US scholar shares insights into Chinese modernization

BY WANG YOURAN | 07-06-2023
Chinese Social Sciences Today

Two sewing machines, a major consumption item in China more than 40 years ago, are exhibited on a creative cultural wall in Rizhao, Shandong Province. Photo: CFP


Chinese modernization represents a major theoretical innovation that has emerged from the long-term experience and exploration of the CPC and the Chinese people. It is not only a monumental and arduous undertaking, but also the most recent significant accomplishment of scientific socialism. In a recent interview with CSST, Karl Gerth, a professor from the UCSD Department of History, shared his academic understanding of Chinese modernization, and his research on the relationship between industrialization and consumption in the process of modernization.


Key aspects of Chinese modernization

Gerth is impressed by the remarkable speed and range of accomplishments of the CPC-led state and the Chinese people. After 1949, China underwent a rapid process of industrialization, witnessing a doubling of the average lifespan within a few decades. While Western historical studies on the PRC extensively document the substantial costs associated with China’s transformation, the benefits derived from its modernization are not given equal attention or frequency of discussion.


“I don’t think the newly established PRC had many good options,” said Gerth. Chinese leaders and people concluded that they had to modernize immediately, or risk even longer subordination to the imperialist powers and prolonged poverty for the population. 


While many Western scholars would point to the political differences between China and the West, Gerth focuses on the state-led aspects of Chinese modernization as both a key aspect of its transformation and a central part of the tension with capitalist countries.
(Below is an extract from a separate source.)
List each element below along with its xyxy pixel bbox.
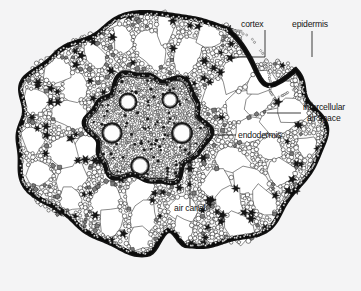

Industrialization and consumption

While traditional research on modernization focuses on politics and industrial production, Gerth has centered his work on consumerism. Compared to identity, race, ethnicity, gender, and class, consumerism has been underappreciated in peoples’ understanding of the modern world, and not just with respect to China.


What Gerth calls “industrial consumerism” has three parts: the mass production of products; the mass circulation of meanings associated with mass produced goods; and the increasing use of mass-produced things, and the ideas associated with them to communicate hierarchical identities. All three of these combine to create a culture around consumption. As industrial consumption is the flipside of industrial production, Gerth also names this culture “industrial consumerism” or “mass consumerism.”


Gerth observed notable distinctions in Chinese consumerism when compared to more industrialized nations. As a latecomer to industrialization, the Chinese government realized it could not simply rely on markets and private capital to industrialize quickly. China needed to overcome its relative backwardness as fast as possible with state-led industrialization. The state had to set priorities rather than have markets allocate scarce resources. This role of the state extended deeply into the development of consumerism in China.


“Of course, other countries, including the United States, had also used the state to manage consumerism. But, in China, the CPC used the state much more widely, intensively, and openly,” Gerth said. “So, the role of the state in the development of Chinese consumerism is much more central and conspicuous.”


Powerful government coordination

In Gerth’s opinion, the similarities between China and other “latecomers” to industrialization are more pronounced than the differences. The PRC is frequently used as an example of successful state-led industrialization that other developing countries want to emulate. But the PRC also provides an example of the powerful coordination of both production and consumption.


“Consumerism is often an afterthought to studies of modernization,” Gerth remarked. Until a few decades ago, scholars assumed that whatever was produced would automatically be consumed, and demand for products was unlimited. But more recent scholarship on modernization focuses on how people needed to learn to desire more and more products. Along the way, they also needed to become willing to sacrifice more and more of their time and energy to try to acquire products. In short, without consumerism, there would be no industrialization. And vice-versa.


As mentioned, one distinct role of China’s modernization since 1949 is the central role of the state. What is less commonly noted is that the Chinese state not only prioritized what the country produced but also what and how Chinese people consumed, Gerth noted.


“State consumerism” is Gerth’s term to describe the state involvement in all three aspects of consumerism: what got produced and who got it, the ideas associated with mass produced products, and how possession of those things began to define people’s identities. People began to want specific branded products to communicate that they were a rich farmer, a successful manager, an intellectual, or a city-dweller. In the early years of the PRC, every urban household had stories of desiring and trying to acquire the “san da jian” [three big items].


As the country successfully industrialized, it also promoted consumption as a way to get people to work harder with material incentives. However, Gerth warns that inequality may follow industrialization. In industrial capitalist countries, the winners of industrialization were urban residents, those working in state factories, and white-collar workers, while rural farmers, women, and manual laborers were disadvantaged. Hence the Chinese government has introduced policies to address inequality.